Samantha Power 

Reporting from Africa

Black Livingstone A Tale of True Adventure In the Nineteenth-Century Congo by Pagan Kennedy
  
  


If ever there was a man suited to go undercover to document Belgian atrocities in the inaptly named Congo Free State in 1899, it was the seasoned African-American missionary William Sheppard. Sheppard had mastered several African dialects, had gained privileged access to the impenetrable Kuba kingdom, and had earned an unusual reputation as a Christian more devoted to improving African lives than to saving African souls. So Sheppard was not altogether surprised when Malumba, tribal chief of the Pianga region, proudly showed him 81 hands: the evidence of a ghastly massacre he had just orchestrated.

In fact, it was not Sheppard's "Africanness" that had earned him Malumba's trust: It was his whiteness. He was the Mundele Ndom, "the black white man," and Malumba wrongly assumed that all white men (even the black ones) were loyal to the vast Belgian apparatus that had ordered the massacres in its pursuit of the country's coveted rubber riches.

With Malumba's unwitting help, Sheppard, decked out in his trademark Panama hat and white linen, collected graphic written and photographic evidence of the atrocities carried out at Belgian bidding. After personally counting through the clenched and open-palmed hands, a sickened Sheppard contributed reports to the century's first human-rights crusade: the campaign to end the Belgian horrors that pillaged the Congo and left more than 10 million of its citizens dead.

Pagan Kennedy offers this and other stories in her biography of the man she calls the "Black Livingstone." Sheppard's trail-blazing accomplishments certainly warrant the effort. The son of a barber, Sheppard was raised in Virginia and schooled at Booker T. Washington Hampton Institute and at the Tuscaloosa Theological Institute in Alabama. For an African American even to reach Africa as a Southern Presbyterian missionary was a feat - and one Sheppard could not accomplish until he could find a white colleague to accompany him.

Sheppard gained fame not because of his race but because of his thunderous exploits, which ranged from big-game hunting and landscape architecture to anthropological foraging and art collecting. He won admission to the Royal Geographic Society, paid visits to Queen Victoria and to President Grover Cleveland. His most lasting contribution was probably the new image of Africa he communicated to packed churches on his trips back to the United States. While other missionaries sought to impose Christian doctrine and Western structures on the African continent, Sheppard was an open-minded and curious observer. He found himself dazzled by the cultural richness and complexity of the societies he encountered, visions he impressed upon church colleagues and open-mouthed audiences back home.

Kennedy offers a smoothly written tale of Sheppard's life, and is to be commended for bringing his extraordinary story to greater prominence.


* **TASK TO CARRY OUT**
Each line of the listing where the string "more" appears is to be identified and copied.

* **EXERCISE DATA**
========================================
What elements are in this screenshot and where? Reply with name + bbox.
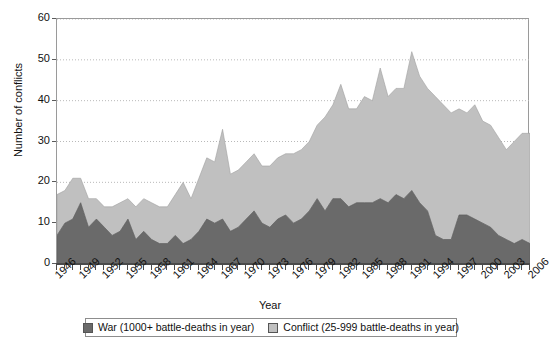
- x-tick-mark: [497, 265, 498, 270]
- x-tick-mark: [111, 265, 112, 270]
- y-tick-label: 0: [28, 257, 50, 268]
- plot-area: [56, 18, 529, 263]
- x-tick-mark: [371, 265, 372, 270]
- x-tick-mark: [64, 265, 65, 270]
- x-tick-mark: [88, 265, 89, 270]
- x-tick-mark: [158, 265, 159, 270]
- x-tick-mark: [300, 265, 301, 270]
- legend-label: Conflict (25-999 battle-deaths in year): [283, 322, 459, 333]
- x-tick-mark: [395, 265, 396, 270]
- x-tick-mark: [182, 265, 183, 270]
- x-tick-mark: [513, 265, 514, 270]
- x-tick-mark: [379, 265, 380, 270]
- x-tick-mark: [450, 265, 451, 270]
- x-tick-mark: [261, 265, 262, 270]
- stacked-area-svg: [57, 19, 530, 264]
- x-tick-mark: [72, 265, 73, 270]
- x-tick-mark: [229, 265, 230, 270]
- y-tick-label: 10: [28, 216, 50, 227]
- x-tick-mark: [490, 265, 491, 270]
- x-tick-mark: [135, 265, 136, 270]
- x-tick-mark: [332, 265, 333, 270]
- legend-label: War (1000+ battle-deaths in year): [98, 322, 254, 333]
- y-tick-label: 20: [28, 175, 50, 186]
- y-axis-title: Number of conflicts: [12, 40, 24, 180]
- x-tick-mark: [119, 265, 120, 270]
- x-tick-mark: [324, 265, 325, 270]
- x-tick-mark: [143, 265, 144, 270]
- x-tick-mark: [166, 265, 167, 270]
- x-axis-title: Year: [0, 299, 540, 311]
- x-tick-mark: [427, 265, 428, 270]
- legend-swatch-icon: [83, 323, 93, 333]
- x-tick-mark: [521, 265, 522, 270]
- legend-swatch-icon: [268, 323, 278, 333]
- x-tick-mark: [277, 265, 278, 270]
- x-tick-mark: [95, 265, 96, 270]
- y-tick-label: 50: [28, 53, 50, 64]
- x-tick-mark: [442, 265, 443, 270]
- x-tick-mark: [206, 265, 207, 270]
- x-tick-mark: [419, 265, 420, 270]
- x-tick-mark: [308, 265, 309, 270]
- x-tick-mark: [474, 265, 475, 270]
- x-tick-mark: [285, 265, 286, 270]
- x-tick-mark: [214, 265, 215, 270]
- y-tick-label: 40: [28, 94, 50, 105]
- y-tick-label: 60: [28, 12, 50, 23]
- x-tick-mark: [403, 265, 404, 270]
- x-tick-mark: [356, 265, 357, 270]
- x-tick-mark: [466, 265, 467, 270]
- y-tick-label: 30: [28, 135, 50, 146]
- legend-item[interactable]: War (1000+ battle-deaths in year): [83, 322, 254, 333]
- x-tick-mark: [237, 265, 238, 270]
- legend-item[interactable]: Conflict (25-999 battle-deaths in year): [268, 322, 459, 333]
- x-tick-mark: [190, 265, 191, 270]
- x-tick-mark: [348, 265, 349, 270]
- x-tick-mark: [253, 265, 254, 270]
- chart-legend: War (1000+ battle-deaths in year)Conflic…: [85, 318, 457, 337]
========================================
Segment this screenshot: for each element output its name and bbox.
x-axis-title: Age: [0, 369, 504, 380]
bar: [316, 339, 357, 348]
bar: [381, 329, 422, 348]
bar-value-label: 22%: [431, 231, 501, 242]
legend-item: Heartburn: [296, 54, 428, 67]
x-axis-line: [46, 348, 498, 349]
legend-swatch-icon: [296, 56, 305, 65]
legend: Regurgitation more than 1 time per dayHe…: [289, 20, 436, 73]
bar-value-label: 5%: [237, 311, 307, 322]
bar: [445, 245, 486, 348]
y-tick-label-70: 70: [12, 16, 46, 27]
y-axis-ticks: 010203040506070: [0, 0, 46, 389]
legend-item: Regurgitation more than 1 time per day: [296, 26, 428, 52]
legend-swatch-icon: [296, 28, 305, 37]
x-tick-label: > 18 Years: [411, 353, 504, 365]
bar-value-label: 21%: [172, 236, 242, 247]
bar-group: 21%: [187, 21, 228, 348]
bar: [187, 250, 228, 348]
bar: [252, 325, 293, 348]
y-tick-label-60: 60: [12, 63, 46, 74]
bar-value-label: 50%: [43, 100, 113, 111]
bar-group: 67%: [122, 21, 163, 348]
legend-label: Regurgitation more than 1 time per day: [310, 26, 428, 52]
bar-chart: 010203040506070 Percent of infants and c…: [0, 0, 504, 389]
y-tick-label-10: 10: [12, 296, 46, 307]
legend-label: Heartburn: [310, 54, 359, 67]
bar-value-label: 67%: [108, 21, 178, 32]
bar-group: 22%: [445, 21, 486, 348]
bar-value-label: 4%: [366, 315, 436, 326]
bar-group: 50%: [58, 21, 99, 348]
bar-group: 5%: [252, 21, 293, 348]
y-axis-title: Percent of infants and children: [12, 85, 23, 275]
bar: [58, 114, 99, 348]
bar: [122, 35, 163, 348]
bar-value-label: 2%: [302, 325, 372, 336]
========================================
* **ANSWER FOR THE TASK**
legend: Regurgitation more than 1 time per dayHe…: [289, 20, 436, 73]
legend-item: Regurgitation more than 1 time per day: [296, 26, 428, 52]
legend-label: Regurgitation more than 1 time per day: [310, 26, 428, 52]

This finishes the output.